Coming back to the parent claim. You could never trash the Amiga OS because as long as you had workbenchs disks you could reboot the OS just fine and the ROMs were always safe.
Almost all 1980s computers booted the OS from floppy. If they had a hard disk at all, then if you trashed the OS on the hard disk, you could reinstall from floppy.
This was true of Amigas, Unix machines, Commodore 900 series, and all IBM PC-compatibles whatever they were running: PC DOS, MS-DOS, DR-DOS, Windows, OS/2.
You can't boot an Amiga into a full usable OS without at least 1 floppy disk, which means a floppy drive to read that disk.
Same for any PC compatible. Same for any Unix machine.
The point being that you could boot an Acorn RISC OS computer into the full unrestricted multitasking GUI, with networking, without any disks. Without even
having a floppy drive, or a hard disk, or _any disk drives of any kind_. You could physically remove the drives and configure the machine to know it had none fitted, and it would boot and run apps from its built-in ROM drive.
You can do that on an Atari ST as well, with a lot of errors you need to cancel, but there was no multitasking and no network access so the result could not do much. No way to load apps, no way to attach to a machine to load any.
On an Acorn Archimedes with no drives, you could boot, run the text editor, write a letter, open the paint or line-art apps, draw pictures, open the music editor, write a tune, save all those files onto a fileserver, print them out, and then cleanly shut down.
No hard disk. No floppies. No floppy drive. Entire OS and GUI and core apps, in ROM.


--- TASK STATEMENT ---
Every line below that holds the word "bboxes" must be listed.

(Stored entries)
-------
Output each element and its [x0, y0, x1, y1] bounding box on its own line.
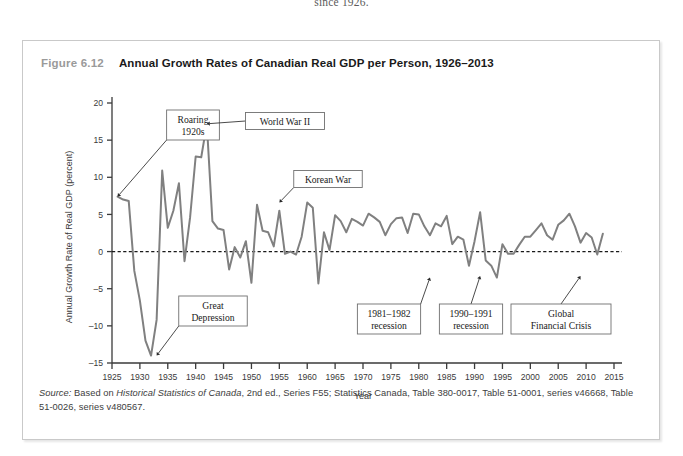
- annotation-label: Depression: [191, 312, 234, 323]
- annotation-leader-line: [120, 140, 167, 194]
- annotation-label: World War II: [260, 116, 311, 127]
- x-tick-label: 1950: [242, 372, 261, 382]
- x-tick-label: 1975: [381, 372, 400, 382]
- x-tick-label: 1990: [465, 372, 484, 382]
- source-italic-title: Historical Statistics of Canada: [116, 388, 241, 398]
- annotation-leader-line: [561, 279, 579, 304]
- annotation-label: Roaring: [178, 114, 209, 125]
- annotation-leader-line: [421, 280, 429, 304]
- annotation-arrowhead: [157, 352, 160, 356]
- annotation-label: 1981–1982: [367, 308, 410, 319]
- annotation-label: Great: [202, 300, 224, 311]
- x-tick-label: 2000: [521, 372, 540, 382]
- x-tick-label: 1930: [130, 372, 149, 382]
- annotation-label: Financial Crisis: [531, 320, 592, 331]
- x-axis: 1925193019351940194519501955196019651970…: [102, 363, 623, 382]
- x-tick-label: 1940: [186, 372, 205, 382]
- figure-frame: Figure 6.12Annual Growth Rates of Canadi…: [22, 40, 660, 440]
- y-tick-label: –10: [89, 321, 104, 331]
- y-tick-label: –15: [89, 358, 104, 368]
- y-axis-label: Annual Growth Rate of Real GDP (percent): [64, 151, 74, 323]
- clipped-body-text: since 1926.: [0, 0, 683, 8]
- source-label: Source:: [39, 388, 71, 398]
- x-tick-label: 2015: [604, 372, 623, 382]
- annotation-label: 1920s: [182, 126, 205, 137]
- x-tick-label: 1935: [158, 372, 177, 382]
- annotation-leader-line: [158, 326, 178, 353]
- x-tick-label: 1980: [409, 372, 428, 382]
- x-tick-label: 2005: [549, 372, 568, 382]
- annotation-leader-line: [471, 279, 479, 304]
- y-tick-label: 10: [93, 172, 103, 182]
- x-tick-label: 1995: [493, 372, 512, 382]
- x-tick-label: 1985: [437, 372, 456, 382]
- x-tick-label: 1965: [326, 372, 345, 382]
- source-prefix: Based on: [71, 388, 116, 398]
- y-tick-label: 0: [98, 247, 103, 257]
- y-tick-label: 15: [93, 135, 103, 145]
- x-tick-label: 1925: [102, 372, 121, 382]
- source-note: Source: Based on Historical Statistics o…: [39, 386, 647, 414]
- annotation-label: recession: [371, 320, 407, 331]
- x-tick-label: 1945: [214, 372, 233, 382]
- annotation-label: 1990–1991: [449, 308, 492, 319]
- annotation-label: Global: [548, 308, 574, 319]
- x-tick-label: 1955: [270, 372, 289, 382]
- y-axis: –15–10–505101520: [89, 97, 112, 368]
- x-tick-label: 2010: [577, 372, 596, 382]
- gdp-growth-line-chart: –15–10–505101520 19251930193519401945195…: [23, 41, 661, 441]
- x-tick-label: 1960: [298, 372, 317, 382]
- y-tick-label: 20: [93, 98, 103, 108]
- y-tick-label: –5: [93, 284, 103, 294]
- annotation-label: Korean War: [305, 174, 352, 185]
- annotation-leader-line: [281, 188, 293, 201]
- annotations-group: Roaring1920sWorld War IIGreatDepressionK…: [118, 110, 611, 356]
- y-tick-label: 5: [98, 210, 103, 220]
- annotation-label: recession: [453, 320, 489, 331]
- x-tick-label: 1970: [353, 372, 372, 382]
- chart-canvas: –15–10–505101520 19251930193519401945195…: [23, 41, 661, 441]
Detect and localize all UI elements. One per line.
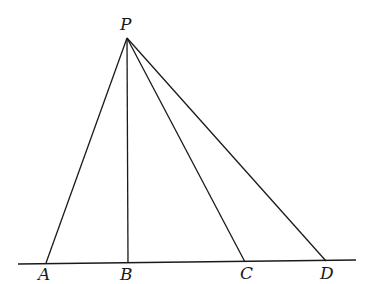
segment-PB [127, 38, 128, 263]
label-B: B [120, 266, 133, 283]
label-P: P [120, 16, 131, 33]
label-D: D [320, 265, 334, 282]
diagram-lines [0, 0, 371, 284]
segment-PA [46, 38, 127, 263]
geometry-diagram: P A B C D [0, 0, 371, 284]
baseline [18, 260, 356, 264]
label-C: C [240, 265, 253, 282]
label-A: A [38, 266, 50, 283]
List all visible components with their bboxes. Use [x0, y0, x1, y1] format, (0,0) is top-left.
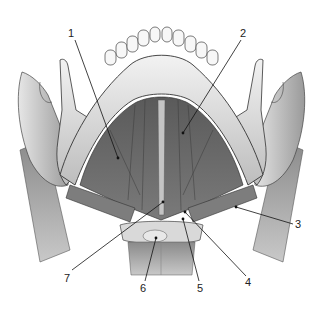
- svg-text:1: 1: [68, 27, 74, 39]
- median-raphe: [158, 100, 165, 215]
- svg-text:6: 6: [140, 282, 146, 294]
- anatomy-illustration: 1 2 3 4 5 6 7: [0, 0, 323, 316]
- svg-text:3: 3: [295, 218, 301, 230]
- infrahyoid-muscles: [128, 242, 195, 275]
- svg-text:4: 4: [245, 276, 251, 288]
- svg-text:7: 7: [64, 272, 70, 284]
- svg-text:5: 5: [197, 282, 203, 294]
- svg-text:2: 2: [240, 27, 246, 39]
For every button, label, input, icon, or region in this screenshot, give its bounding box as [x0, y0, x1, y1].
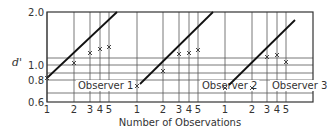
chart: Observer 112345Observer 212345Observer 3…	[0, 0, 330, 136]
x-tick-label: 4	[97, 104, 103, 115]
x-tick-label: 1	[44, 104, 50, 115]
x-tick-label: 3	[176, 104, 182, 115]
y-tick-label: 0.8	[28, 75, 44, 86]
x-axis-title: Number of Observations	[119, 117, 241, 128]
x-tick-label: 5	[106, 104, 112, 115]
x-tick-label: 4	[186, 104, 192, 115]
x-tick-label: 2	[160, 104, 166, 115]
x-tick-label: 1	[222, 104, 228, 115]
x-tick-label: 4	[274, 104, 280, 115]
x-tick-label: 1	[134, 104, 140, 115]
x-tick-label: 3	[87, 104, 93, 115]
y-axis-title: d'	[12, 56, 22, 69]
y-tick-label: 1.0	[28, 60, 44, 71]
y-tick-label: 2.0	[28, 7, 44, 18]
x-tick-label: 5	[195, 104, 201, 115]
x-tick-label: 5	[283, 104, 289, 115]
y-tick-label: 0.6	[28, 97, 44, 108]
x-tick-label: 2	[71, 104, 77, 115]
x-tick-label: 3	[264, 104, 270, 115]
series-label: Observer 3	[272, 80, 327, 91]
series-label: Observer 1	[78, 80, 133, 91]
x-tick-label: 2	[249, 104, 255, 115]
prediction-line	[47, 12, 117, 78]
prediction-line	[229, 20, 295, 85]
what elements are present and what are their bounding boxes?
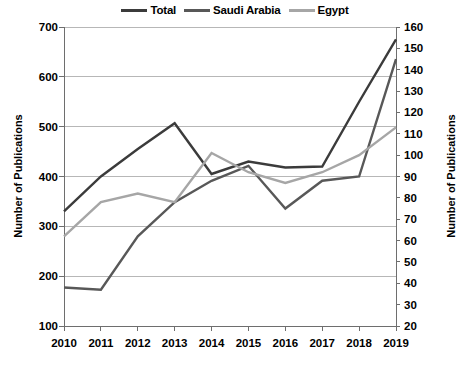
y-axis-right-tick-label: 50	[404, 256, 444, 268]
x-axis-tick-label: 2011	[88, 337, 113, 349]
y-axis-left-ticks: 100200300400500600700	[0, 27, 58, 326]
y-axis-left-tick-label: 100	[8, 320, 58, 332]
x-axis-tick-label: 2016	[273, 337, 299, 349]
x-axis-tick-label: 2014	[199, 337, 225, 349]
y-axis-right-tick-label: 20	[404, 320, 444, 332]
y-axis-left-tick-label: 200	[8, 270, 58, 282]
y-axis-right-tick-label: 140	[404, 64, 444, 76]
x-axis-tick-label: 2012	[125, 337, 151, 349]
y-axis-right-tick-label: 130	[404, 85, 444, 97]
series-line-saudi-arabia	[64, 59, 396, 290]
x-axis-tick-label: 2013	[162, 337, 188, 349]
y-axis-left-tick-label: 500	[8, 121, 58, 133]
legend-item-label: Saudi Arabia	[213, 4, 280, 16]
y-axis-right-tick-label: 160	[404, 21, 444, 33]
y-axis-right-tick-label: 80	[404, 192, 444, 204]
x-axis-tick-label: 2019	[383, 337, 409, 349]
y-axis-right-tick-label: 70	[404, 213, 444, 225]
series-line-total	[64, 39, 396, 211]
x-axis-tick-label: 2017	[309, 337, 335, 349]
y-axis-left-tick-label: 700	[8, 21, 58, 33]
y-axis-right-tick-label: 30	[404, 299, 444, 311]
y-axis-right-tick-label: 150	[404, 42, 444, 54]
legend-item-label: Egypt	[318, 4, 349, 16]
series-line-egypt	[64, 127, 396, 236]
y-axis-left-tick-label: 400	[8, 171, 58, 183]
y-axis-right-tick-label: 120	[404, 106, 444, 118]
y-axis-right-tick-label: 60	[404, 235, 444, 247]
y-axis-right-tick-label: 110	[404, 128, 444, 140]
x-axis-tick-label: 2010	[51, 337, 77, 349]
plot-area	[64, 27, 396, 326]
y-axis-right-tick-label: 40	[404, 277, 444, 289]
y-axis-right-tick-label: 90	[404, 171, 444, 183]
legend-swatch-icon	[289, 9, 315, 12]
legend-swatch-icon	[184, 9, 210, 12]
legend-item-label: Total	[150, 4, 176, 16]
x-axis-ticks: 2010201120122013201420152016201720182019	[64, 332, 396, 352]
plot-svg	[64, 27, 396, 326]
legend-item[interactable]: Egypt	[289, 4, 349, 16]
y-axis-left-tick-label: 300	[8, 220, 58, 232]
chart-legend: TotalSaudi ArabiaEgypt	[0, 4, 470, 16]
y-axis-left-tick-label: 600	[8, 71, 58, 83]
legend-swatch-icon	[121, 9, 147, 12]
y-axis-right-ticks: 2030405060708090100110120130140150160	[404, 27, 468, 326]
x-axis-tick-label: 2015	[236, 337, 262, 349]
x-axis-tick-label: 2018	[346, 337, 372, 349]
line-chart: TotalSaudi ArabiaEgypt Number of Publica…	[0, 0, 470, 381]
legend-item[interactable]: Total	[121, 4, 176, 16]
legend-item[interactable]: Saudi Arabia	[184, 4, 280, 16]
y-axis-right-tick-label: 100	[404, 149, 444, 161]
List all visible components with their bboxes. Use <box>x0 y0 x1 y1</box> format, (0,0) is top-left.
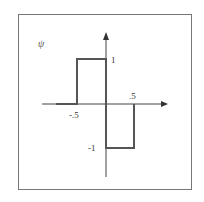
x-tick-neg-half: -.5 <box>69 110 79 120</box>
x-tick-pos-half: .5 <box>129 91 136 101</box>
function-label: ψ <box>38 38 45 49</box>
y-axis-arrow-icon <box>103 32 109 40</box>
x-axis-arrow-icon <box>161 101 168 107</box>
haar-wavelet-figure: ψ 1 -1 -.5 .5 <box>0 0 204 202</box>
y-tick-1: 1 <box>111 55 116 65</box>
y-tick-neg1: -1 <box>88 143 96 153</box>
-------
--- RESULT BELOW ---
List all visible components with their bboxes. Use [x0, y0, x1, y1] format, (0,0) is top-left.
List all visible components with their bboxes. Use <box>x0 y0 x1 y1</box> format, (0,0) is top-left.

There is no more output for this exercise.